Home Moorestown News Moorestown student raises funds for street children in Vietnam

Moorestown student raises funds for street children in Vietnam

Zahabya Mama, 17, a rising senior at Moorestown High School recently returned from a trip to Vietnam where she helped raise money for an organization that works with street children. Zahabya traveled to Ho Chi Minh City (former Saigon) where her mother, Dr. Robin Mama, and two other Monmouth University School of Social Work faculty were providing training to the staff of Friends for Street Children (FFSC). Friends for Street Children is an organization that has five “development centers” in and around Ho Chi Minh City.

The organization offers basic education to the children of migrants moving in from the countryside to the city to earn their living. Many of the children are not able to go to school because they do not have birth certificates to enroll or are too old for the classes for which they are academically qualified.

Their families do not have residence permits or enough income to pay for the schooling of their children. They educate about 500 students in grades one through 12 and also house and educate another 30 children who have been abandoned.

Before leaving in June, Zahabya raised over $400 from her friends and teachers at the high school. Once in Ho Chi Minh City, the staff at FFSC took Zahabya to purchase books for the children for this next academic year. The money she raised paid for the entire year’s books for two sections of first grade, two sections of second grade, and part of the third grade.

FFSC staff was thrilled to be able to have these books for their children and Zahabya was excited that her donation was able to buy so much. She spent an entire day at the Binh Trieu Warm Shelter where the orphans are sheltered, playing with them and assisting in their activities.

To learn more about Friends for Street Children go to their website at www.ffschcm.org.

After leaving Ho Chi Minh City, Zahabya and her parents traveled to Da Nang, Vietnam, where her father, Dr. Saifuddin Mama, was part of a medical mission team teaching and operating at the Da Nang Maternity Hospital.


[Task instructions]
Exclude images; transcribe the rest of the data exactly.

***** Listed entries *****

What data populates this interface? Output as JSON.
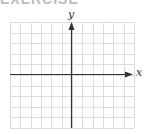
{
  "header": {
    "cut_text": "EXERCISE"
  },
  "diagram": {
    "type": "coordinate-grid",
    "x_axis_label": "x",
    "y_axis_label": "y",
    "grid_columns": 12,
    "grid_rows": 10,
    "colors": {
      "grid": "#dcdcdc",
      "axis": "#333333"
    }
  }
}
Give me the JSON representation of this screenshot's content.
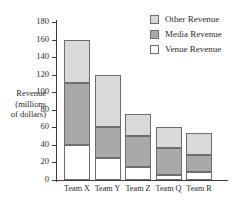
{
  "chart_data": {
    "type": "bar",
    "stacked": true,
    "title": "",
    "xlabel": "",
    "ylabel": "Revenue (millions of dollars)",
    "ylabel_lines": [
      "Revenue",
      "(millions",
      "of dollars)"
    ],
    "categories": [
      "Team X",
      "Team Y",
      "Team Z",
      "Team Q",
      "Team R"
    ],
    "series": [
      {
        "name": "Venue Revenue",
        "color": "#ffffff",
        "values": [
          40,
          25,
          15,
          6,
          9
        ]
      },
      {
        "name": "Media Revenue",
        "color": "#a9a9a9",
        "values": [
          70,
          35,
          35,
          30,
          19
        ]
      },
      {
        "name": "Other Revenue",
        "color": "#d9d9d9",
        "values": [
          50,
          60,
          25,
          24,
          26
        ]
      }
    ],
    "totals": [
      160,
      120,
      75,
      60,
      54
    ],
    "ylim": [
      0,
      180
    ],
    "yticks": [
      0,
      20,
      40,
      60,
      80,
      100,
      120,
      140,
      160,
      180
    ],
    "ytick_labels": [
      "0",
      "20",
      "40",
      "60",
      "80",
      "100",
      "120",
      "140",
      "160",
      "180"
    ],
    "grid": false,
    "legend_position": "top-right",
    "legend_order": [
      "Other Revenue",
      "Media Revenue",
      "Venue Revenue"
    ]
  },
  "legend": {
    "entries": [
      {
        "label": "Other Revenue",
        "color": "#d9d9d9"
      },
      {
        "label": "Media Revenue",
        "color": "#a9a9a9"
      },
      {
        "label": "Venue Revenue",
        "color": "#ffffff"
      }
    ]
  }
}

*****

[Expected answer]
What data populates this interface? Output as JSON.
{
  "header": {
    "cut_text": "EXERCISE"
  },
  "diagram": {
    "type": "coordinate-grid",
    "x_axis_label": "x",
    "y_axis_label": "y",
    "grid_columns": 12,
    "grid_rows": 10,
    "colors": {
      "grid": "#dcdcdc",
      "axis": "#333333"
    }
  }
}
Give me the JSON representation of this screenshot's content.
{
  "chart_data": {
    "type": "bar",
    "stacked": true,
    "title": "",
    "xlabel": "",
    "ylabel": "Revenue (millions of dollars)",
    "ylabel_lines": [
      "Revenue",
      "(millions",
      "of dollars)"
    ],
    "categories": [
      "Team X",
      "Team Y",
      "Team Z",
      "Team Q",
      "Team R"
    ],
    "series": [
      {
        "name": "Venue Revenue",
        "color": "#ffffff",
        "values": [
          40,
          25,
          15,
          6,
          9
        ]
      },
      {
        "name": "Media Revenue",
        "color": "#a9a9a9",
        "values": [
          70,
          35,
          35,
          30,
          19
        ]
      },
      {
        "name": "Other Revenue",
        "color": "#d9d9d9",
        "values": [
          50,
          60,
          25,
          24,
          26
        ]
      }
    ],
    "totals": [
      160,
      120,
      75,
      60,
      54
    ],
    "ylim": [
      0,
      180
    ],
    "yticks": [
      0,
      20,
      40,
      60,
      80,
      100,
      120,
      140,
      160,
      180
    ],
    "ytick_labels": [
      "0",
      "20",
      "40",
      "60",
      "80",
      "100",
      "120",
      "140",
      "160",
      "180"
    ],
    "grid": false,
    "legend_position": "top-right",
    "legend_order": [
      "Other Revenue",
      "Media Revenue",
      "Venue Revenue"
    ]
  },
  "legend": {
    "entries": [
      {
        "label": "Other Revenue",
        "color": "#d9d9d9"
      },
      {
        "label": "Media Revenue",
        "color": "#a9a9a9"
      },
      {
        "label": "Venue Revenue",
        "color": "#ffffff"
      }
    ]
  }
}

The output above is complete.